I saw real potential in the writing and directing. This was a movie with a message, and frankly, more was accomplished in the dialog than what many establishment directors can manage with an elite cast. I found a few clips on Youtube that, for all I know, report the story this film is based on.

The main character is a rancher in a border state. Every day illegal aliens swarm across the border through his property, leaving piles of garbage, vandalizing his fences, stealing from him and, far too often, leaving dead bodies.

The federal government refuses to do its job, and the local government (in the form of the sheriff) turns a blind eye as well. Gunmen for the drug cartels routinely trespass on the rancher’s property and occupy his deer stand. They are using illegals as “mules” to haul controlled substances into the country, and are also raping (or at least coercing sex from) the female illegals, then tying their panties to a “trophy tree.”

When the rancher and a friend decide to chase the cartel off his property, that’s when “shit gets real” in modern hood parlance. The cartel brings in a hit man  before long, and he’s about as slimy as they come. Yet he has the best lines in the film.

There is some action, some drama, and plenty of thought provocation Hollywood would never allow. I suspect that last item is the true reason critics hate the movie.

Castigo Cay by Matt Bracken

Matt Bracken is a former SEAL with what seems to me an obsession about sailing. You’d think, when someone like this becomes a novelist, he’d try his hand at writing high seas thrillers after the manner of Clive Cussler’s Dirk Pitt.

That’s not quite what he does.

Like a lot of us, Bracken is bothered by a government that views as it’s primary enemy the very citizens whose rights it was established to protect. Up until Castigo Cay the backdrop of his stories was almost entirely comprised of the efforts of renegade public servants hell-bent on violating a specific article of the Bill of Rights they swore to uphold. I’ve read and reviewed the first novel in his Enemies series.

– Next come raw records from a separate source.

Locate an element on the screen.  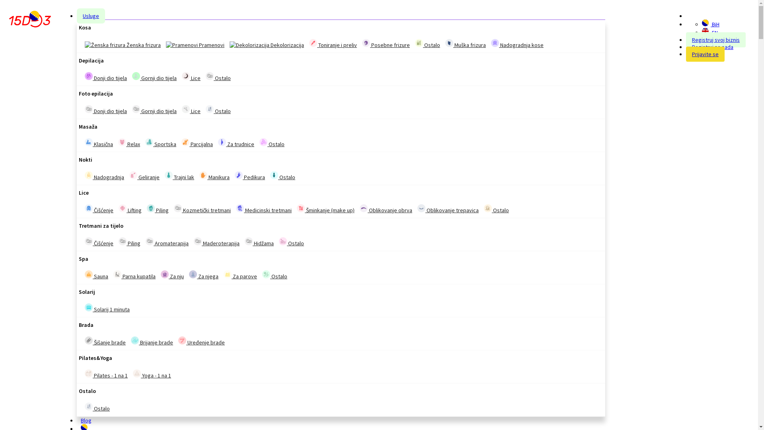
Nadogradnja is located at coordinates (104, 176).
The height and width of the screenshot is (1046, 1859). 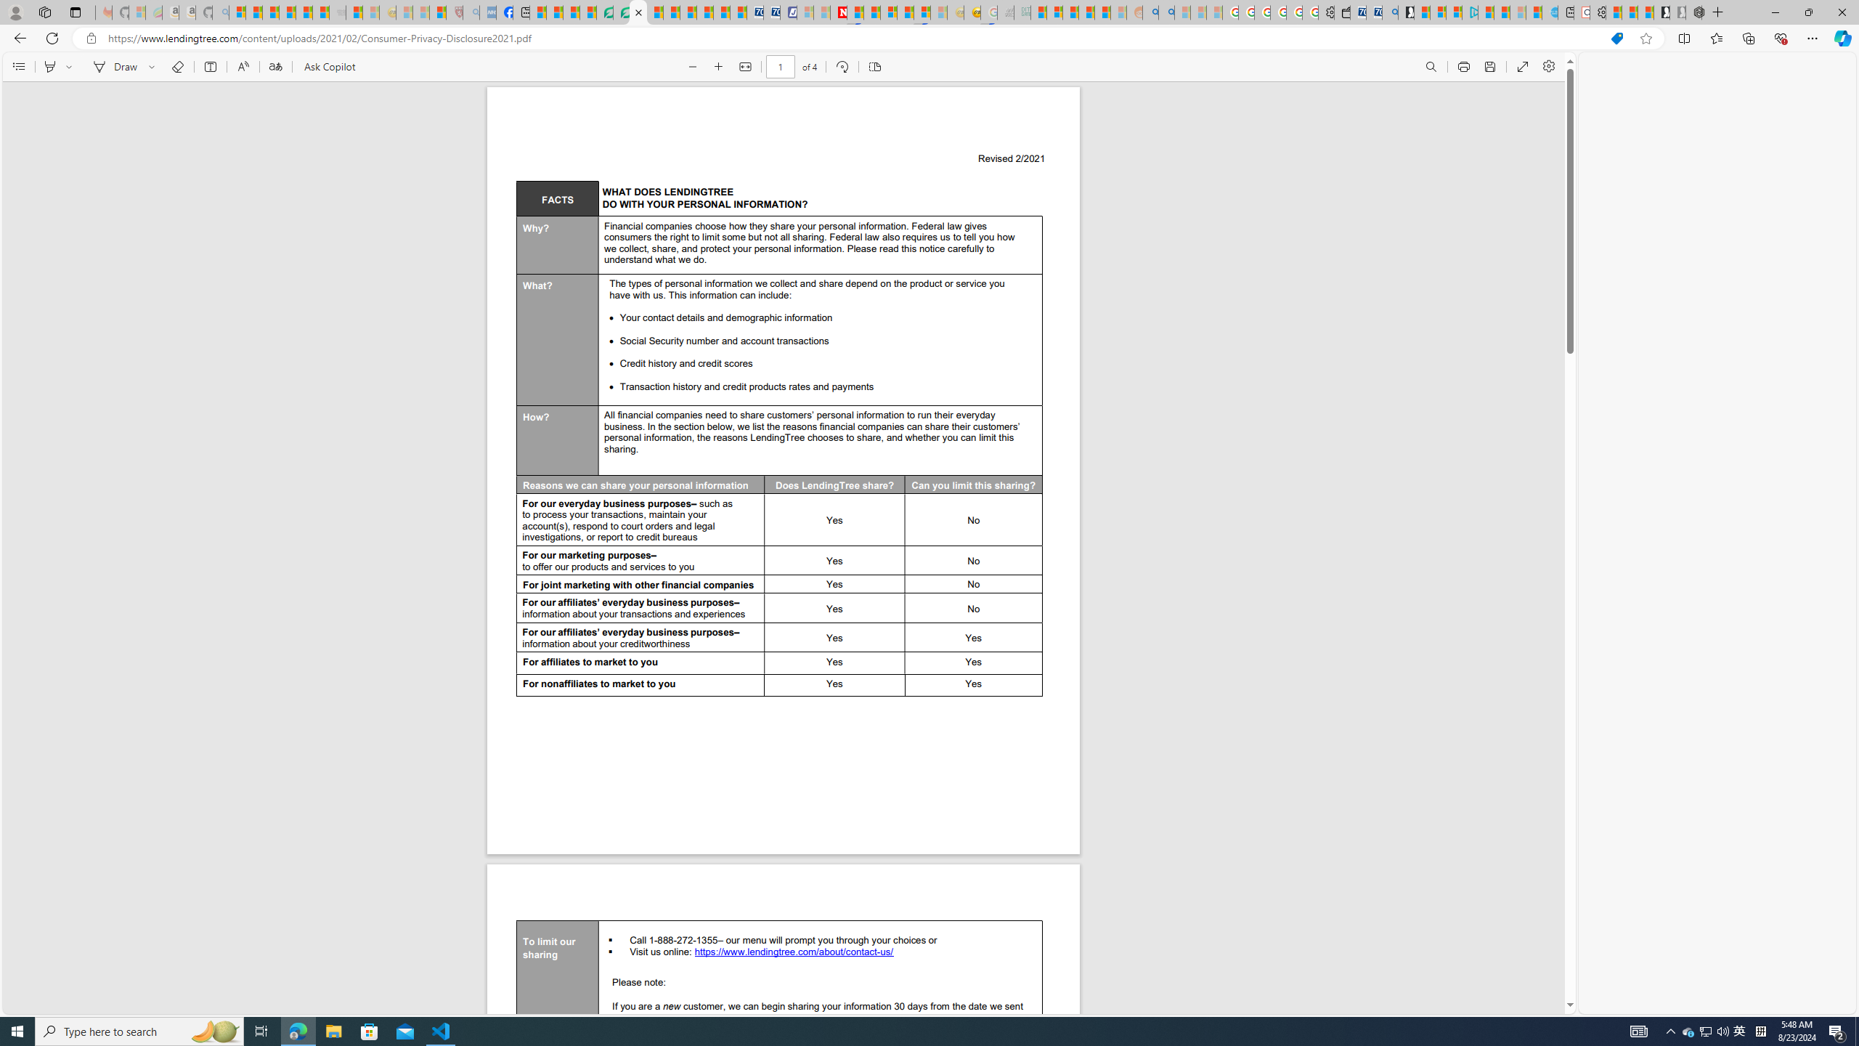 What do you see at coordinates (838, 12) in the screenshot?
I see `Latest Politics News & Archive | Newsweek.com` at bounding box center [838, 12].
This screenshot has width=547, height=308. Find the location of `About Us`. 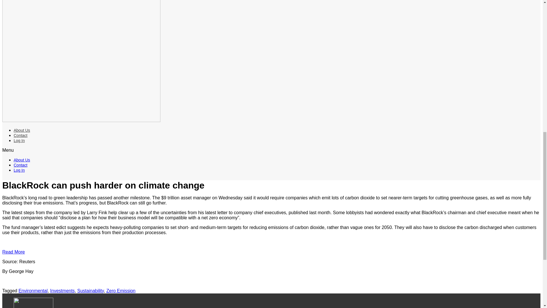

About Us is located at coordinates (22, 160).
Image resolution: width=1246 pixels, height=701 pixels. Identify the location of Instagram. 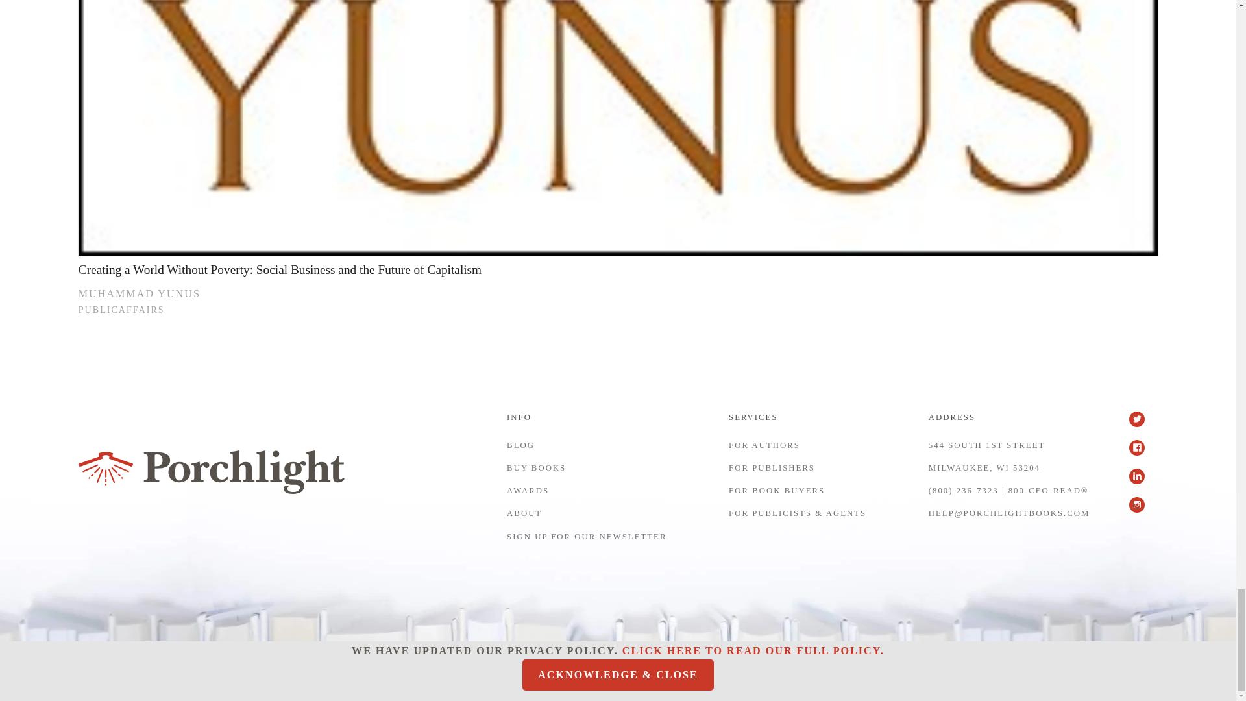
(1143, 511).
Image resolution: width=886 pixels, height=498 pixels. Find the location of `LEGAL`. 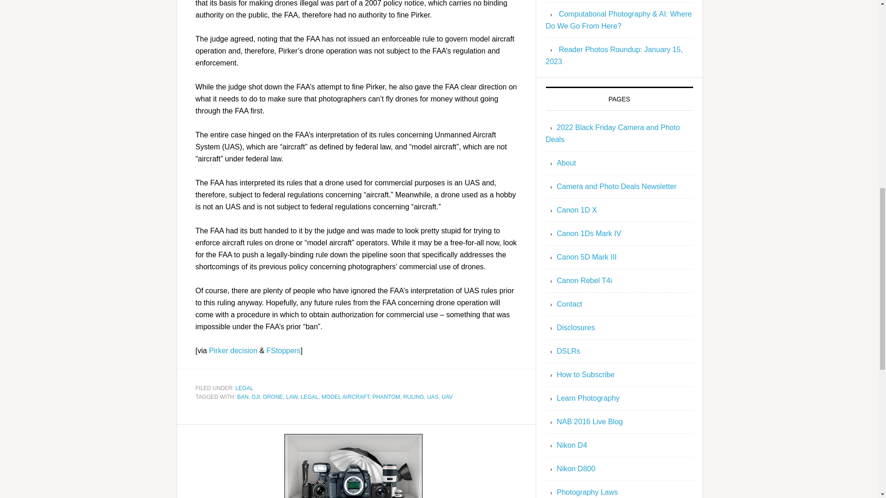

LEGAL is located at coordinates (244, 387).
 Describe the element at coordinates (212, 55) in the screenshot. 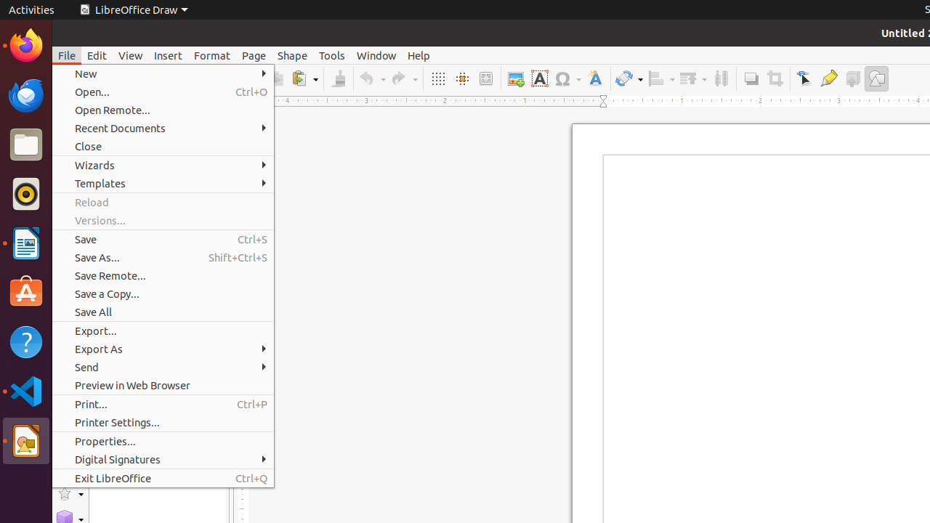

I see `Format` at that location.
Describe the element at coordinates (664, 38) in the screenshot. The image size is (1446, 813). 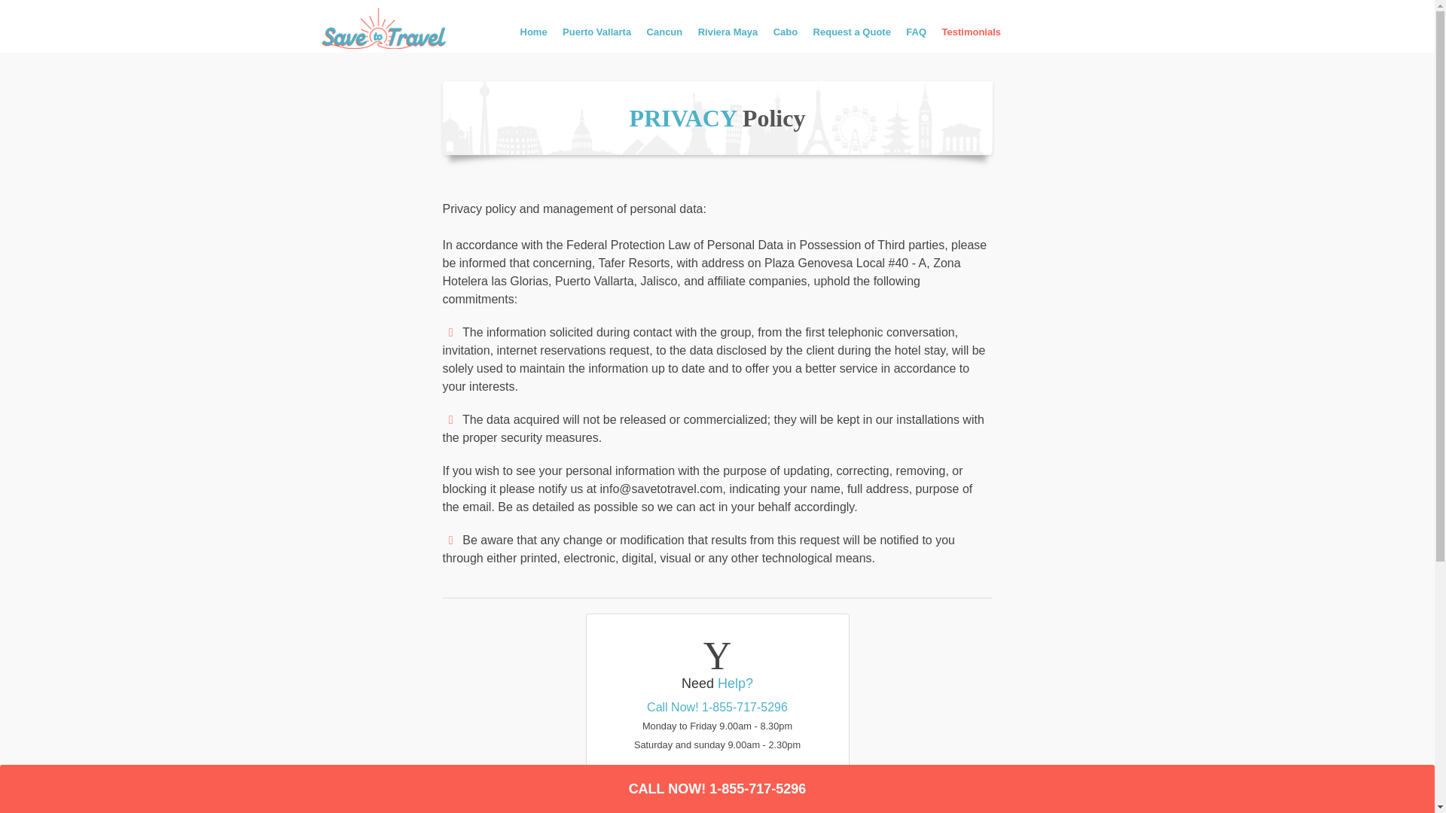
I see `Cancun` at that location.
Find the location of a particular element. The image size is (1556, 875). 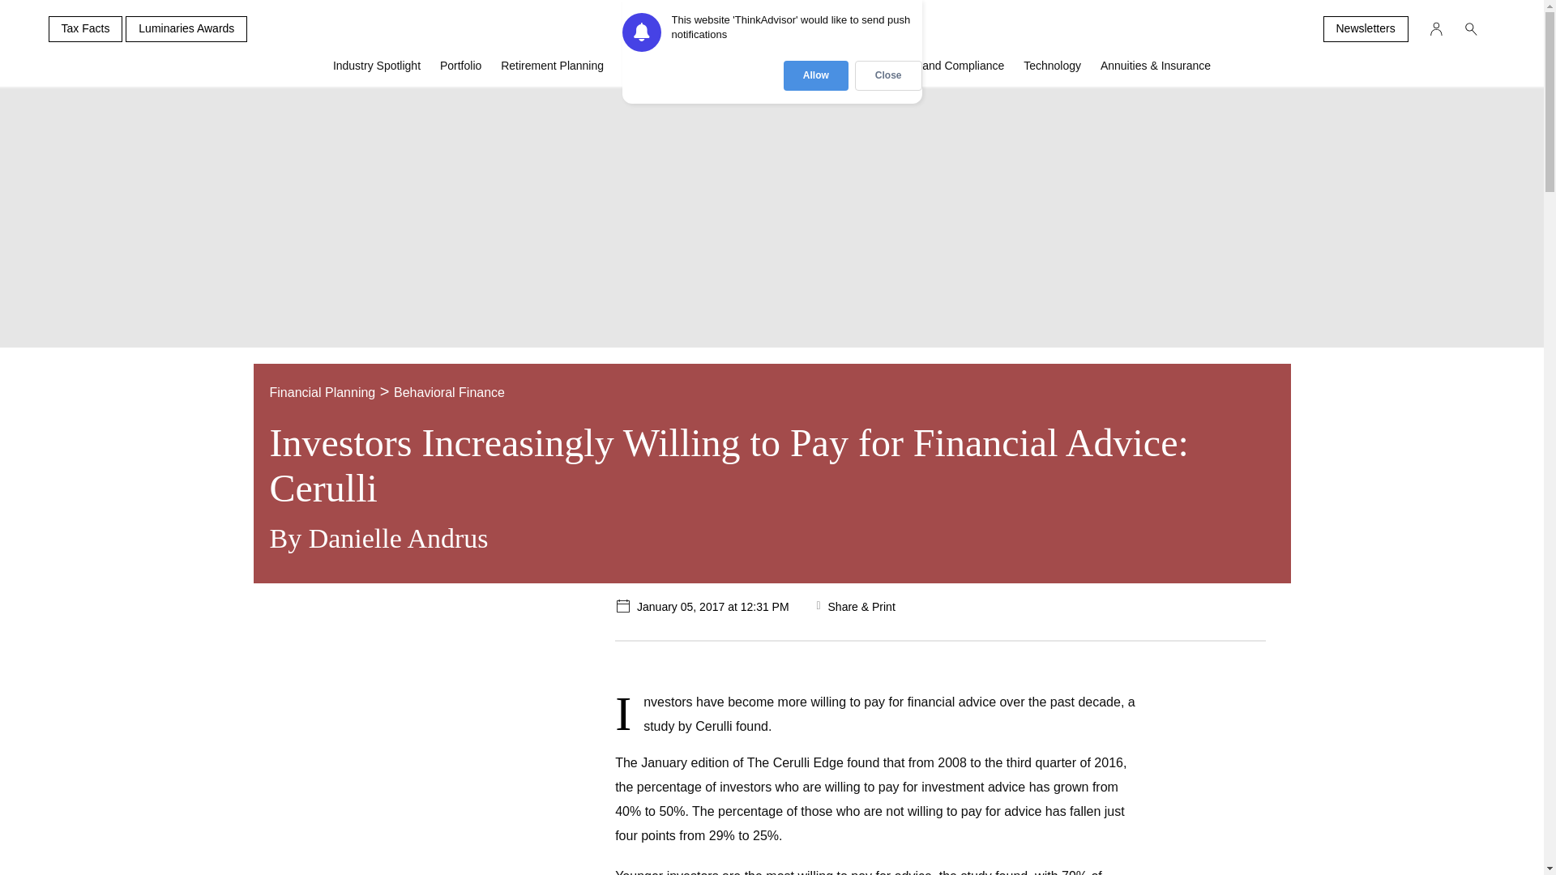

Newsletters is located at coordinates (1365, 29).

Castigo Cay is a bit of an adjustment from his previous work–more of a straight-up adventure–with a point of view decidedly unorthodox, as you might imagine.

Dan Kilmer is a USMC veteran of the Iraq deployment who escaped the near-future dystopia in a 60-foot schooner, making a living as a sort of modern day privateer. His gorgeous, sexy girlfriend leaves him in the first act to chase her ambitions inside the economically ruined USA; specifically in the de facto fiefdom of Miami. Dan is sorry to see her go, but prepared to move on with his life, when another expatriate sailor brings him news about the shady billionaire who enticed Cori (the ex-girlfriend) away.

The billionaire is one of the amoral corporatists who has profited from the dismantling of the republic. He’s a real sicko, and has hired a crew of fellow sickos. On his private island in the Carribbean (ostensibly a “game preserve”) he brings young attractive women to be raped, tortured, then hunted and killed as if big game.

Dan spends a lot of his private savings (in the form of gold krugerands–the universal barter currency in the wake of the US Dollar’s obliterated facade of worth) and spends most of the novel on a sort of goose chase, but meets some helpful friends along the way.

Bracken really hooked me at the beginning with the strong characterizations. The story did bog down a bit, however, during the second act in the Miami area. The third act poured on the juice, though, with a return to the eponymous locale and a showdown between Dan and the sickos.

As apparently is SOP with Bracken’s novels, this one is packed with a lot of information, most of it about sailing. I didn’t always know what the names of different equipment referred to, but it was never so thick that I got lost, either. It reminded me a bit of The Sand Pebbles in that regard. I got the gist of it enough to follow the flow of the story weaved through this maritime universe.

Regardless of how right or wrong the worldview behind an adventure story is, or the technical details, what makes it sink or swim are the characters. Bracken batted it out of the park in that regard. Dan Kilmer is flawed to be sure, but he kind of knows it, can admit when he’s wrong, and when given the chance to redeem himself he charges straight for it at flank speed.